Standing firm against the punks

Published 9:36 pm Thursday, October 14, 2010

For several months now, readers have been seeing regular updates on the prosecution of a group of gang members on a variety of federal racketeering charges and other crimes related to their gang membership. Eight members of the Bounty Hunter Bloods and Nine Tech Gangsters street gangs were picked up in the spring by law enforcement officers who had been monitoring their activity in Portsmouth, Chesapeake and Suffolk.

The founder and leader of the Bloods gang locally, 28-year-old James Alexander Mack was sentenced earlier this month to life in prison plus 10 years for his crimes. And in federal prison, a life sentence is for life. Others have pleaded guilty and accepted deals giving them at least a chance of being released one day — one day far in the future for most of them.

But the arrests, convictions and sentences represent only the most visible criminal-justice facet of Suffolk’s fight against gang-related crime and violence.

Email newsletter signup

For some time now, Suffolk Commonwealth’s Attorney C. Phillips “Phil” Ferguson has dispatched prosecutors from his office into Suffolk’s middle and high schools to encourage kids to stay away from the gangs that operate in the city, urging them not to allow their lives to be destroyed by getting involved in the street-gang lifestyle.

Members of the Suffolk Police Department’s two neighborhood enforcement teams have made a similar case at schools and have even appeared before civic organizations to warn parents about the dangers their children face. They also give residents information on how gangs operate in Suffolk, how to recognize the warning signs that their kids might be involved with a dangerous crowd and how to keep themselves safe from the street violence associated with gangs.

Finally — and perhaps most encouraging — a community coalition has formed to address the problem of violent crime amongst Suffolk teens. The Community Action Coalition of Suffolk has been working largely behind the scenes since August to come up with some solutions to the problems that help some Suffolk teens choose to follow a path that leads to destruction — and sometimes death. The organization made its first public presentation during the Suffolk School Board meeting on Thursday.

Arrests and convictions and long prison sentences send a clear message to criminals in the community: Neither the law enforcement nor the judicial communities will stand idly by and allow communities to be destroyed.

And now that average citizens have joined the fight, another message should be clear in Suffolk: Folks around here care about what happens to their hometown, and they’re willing to take a stand against the hoodlums who would ruin their neighborhoods and destroy their children.

It’s really not a good time to be a punk in Suffolk.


** TASK ITEM **
Look through the entries below and say how many lines contain the string "Terms". Give the number only.

** EXTRACTED MATERIAL **
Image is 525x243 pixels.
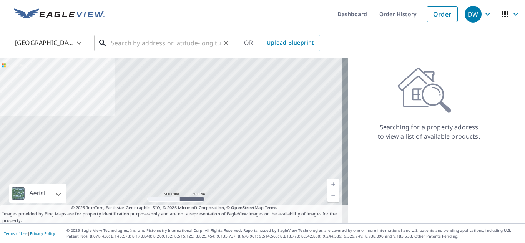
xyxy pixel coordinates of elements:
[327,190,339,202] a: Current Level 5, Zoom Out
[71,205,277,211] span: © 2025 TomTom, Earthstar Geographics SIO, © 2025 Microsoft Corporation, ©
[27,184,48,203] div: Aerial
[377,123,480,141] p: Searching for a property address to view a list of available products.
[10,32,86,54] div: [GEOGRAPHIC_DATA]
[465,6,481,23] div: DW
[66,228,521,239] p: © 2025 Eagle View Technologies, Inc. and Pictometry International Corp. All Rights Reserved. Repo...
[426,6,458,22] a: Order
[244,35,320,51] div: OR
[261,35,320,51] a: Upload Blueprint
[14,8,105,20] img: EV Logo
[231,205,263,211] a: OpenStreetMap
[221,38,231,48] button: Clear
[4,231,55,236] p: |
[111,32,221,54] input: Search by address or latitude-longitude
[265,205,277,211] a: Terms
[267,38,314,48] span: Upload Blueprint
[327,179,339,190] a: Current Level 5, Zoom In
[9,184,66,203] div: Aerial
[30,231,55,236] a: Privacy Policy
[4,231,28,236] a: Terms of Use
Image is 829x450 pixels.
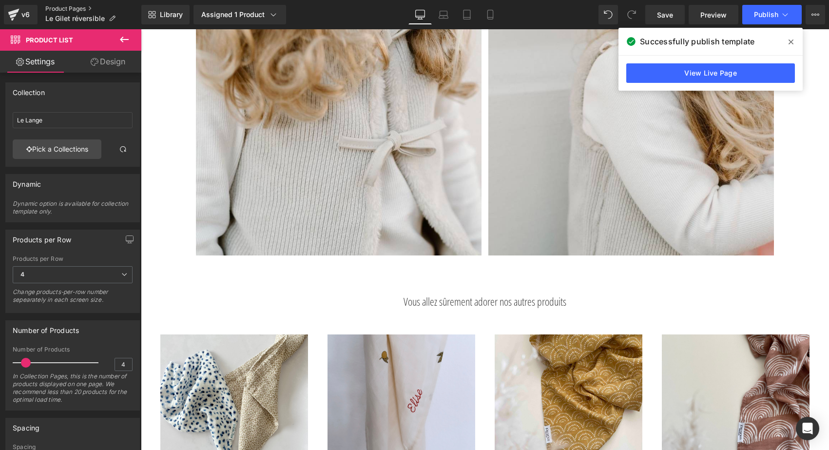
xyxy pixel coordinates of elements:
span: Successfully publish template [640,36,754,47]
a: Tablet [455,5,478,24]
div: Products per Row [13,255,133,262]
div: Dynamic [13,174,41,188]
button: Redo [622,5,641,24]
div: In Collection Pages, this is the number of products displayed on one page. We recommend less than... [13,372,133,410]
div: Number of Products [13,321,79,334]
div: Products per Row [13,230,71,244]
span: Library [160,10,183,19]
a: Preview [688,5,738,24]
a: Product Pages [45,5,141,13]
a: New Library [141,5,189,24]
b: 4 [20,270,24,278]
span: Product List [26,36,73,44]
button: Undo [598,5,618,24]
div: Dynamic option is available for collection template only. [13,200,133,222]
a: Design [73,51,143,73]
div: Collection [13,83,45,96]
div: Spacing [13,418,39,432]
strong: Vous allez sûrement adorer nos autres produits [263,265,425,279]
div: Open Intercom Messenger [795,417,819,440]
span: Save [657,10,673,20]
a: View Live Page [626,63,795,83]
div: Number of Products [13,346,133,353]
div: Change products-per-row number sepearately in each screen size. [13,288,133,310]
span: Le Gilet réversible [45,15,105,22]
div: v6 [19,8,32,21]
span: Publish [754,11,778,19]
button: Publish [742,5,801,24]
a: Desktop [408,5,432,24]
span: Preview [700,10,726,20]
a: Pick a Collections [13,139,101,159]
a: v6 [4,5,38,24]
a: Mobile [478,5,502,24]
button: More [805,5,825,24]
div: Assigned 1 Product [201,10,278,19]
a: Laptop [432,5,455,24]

* * *

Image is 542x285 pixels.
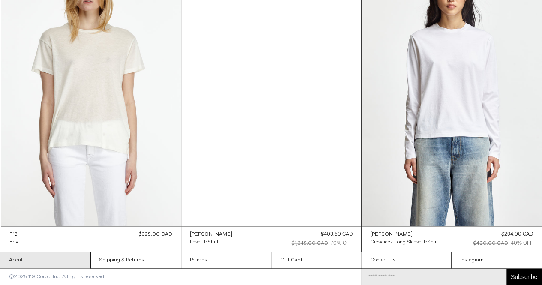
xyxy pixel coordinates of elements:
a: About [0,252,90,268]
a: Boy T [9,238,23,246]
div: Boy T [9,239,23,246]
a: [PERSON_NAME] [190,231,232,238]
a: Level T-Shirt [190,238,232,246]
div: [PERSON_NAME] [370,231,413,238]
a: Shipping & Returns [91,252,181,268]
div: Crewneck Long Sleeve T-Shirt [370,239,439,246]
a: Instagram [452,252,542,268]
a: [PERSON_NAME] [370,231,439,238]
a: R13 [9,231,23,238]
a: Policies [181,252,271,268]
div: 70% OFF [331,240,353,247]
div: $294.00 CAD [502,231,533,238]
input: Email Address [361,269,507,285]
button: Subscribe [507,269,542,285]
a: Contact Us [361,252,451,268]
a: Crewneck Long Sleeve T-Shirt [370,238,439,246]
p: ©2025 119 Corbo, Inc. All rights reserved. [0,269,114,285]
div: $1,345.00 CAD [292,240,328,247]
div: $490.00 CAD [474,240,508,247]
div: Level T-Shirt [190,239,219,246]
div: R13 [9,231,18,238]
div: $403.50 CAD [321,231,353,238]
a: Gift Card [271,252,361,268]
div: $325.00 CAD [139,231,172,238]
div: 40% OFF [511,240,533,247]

** COMPLETED EXERCISE **
2